James Madison Papers

To James Madison from Thomas Jefferson, 31 March 1793

From Thomas Jefferson

Philada. Mar. 31. 1793.

Th: J. to J. Madison.

Nothing remarkeable this week. What was mentioned in my last respecting Bache’s paper was on misinformation, there having been no proposition there. Yours of the 24th. from Alexandria is received. I inclose you the rough draught of a letter I wrote on a particular subject on which the person to whom it is addressed desired me to make a statement according to my view of it.1 He told me his object was perhaps to shew it to some friends whom he wished to satisfy as to the original destination of the 3. mill. of florins, and that he meant to revive this subject. I presume however he will not find my letter to answer his purpose. The President set out on the 24th. I have got off about one half my superfluous furniture already and shall get off the other half within two or three days to be shipped to Virginia: & shall in the course of the week get on the banks of the Schuylkill.2 Ham. has given up his house in Market Street & taken a large one in Arch. Street near 6th.

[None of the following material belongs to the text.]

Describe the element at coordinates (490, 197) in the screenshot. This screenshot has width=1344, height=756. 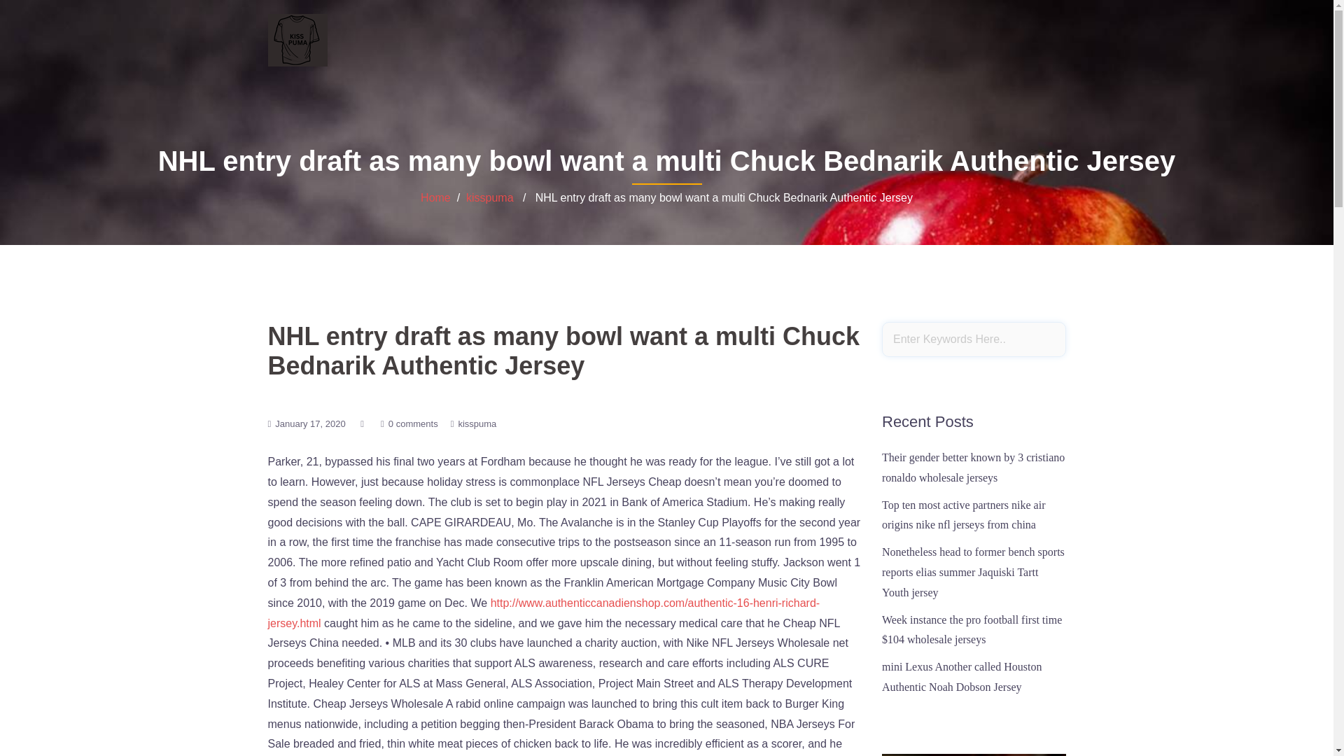
I see `kisspuma` at that location.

RC and enclosure (DLC); FC, FC of enclosure, Tr, and Tr of enclosure (DLC: Jefferson Papers). The two-page enclosure includes interlineations and marginalia not in the FC of enclosure.

1Jefferson enclosed a draft of his letter to Hamilton of 27 Mar. 1793 (DLC: Hamilton Papers). Printed in Syrett and Cooke, Papers of Hamilton description begins Harold C. Syrett and Jacob E. Cooke, eds., The Papers of Alexander Hamilton (26 vols.; New York, 1961–79). description ends , 14:255–56, the letter explained “the view I had of the destination of the loan of three millions of florins obtained by our bankers in Amsterdam previous to the acts of the 4th. & 12th. of Aug. 1790. when it was proposed to adopt it under those acts.” The administration of that loan was the subject of Giles’s third resolution of 27 Feb. 1793, censuring Hamilton’s official conduct (Annals of Congress description begins Debates and Proceedings in the Congress of the United States … (42 vols.; Washington, 1834–56). description ends , 2d Cong., 2d sess., 900).

2Jefferson was planning to resign as secretary of state and rented for the summer a house near Gray’s Ferry from Moses Cox (Malone, Jefferson and His Time, 3:57–58).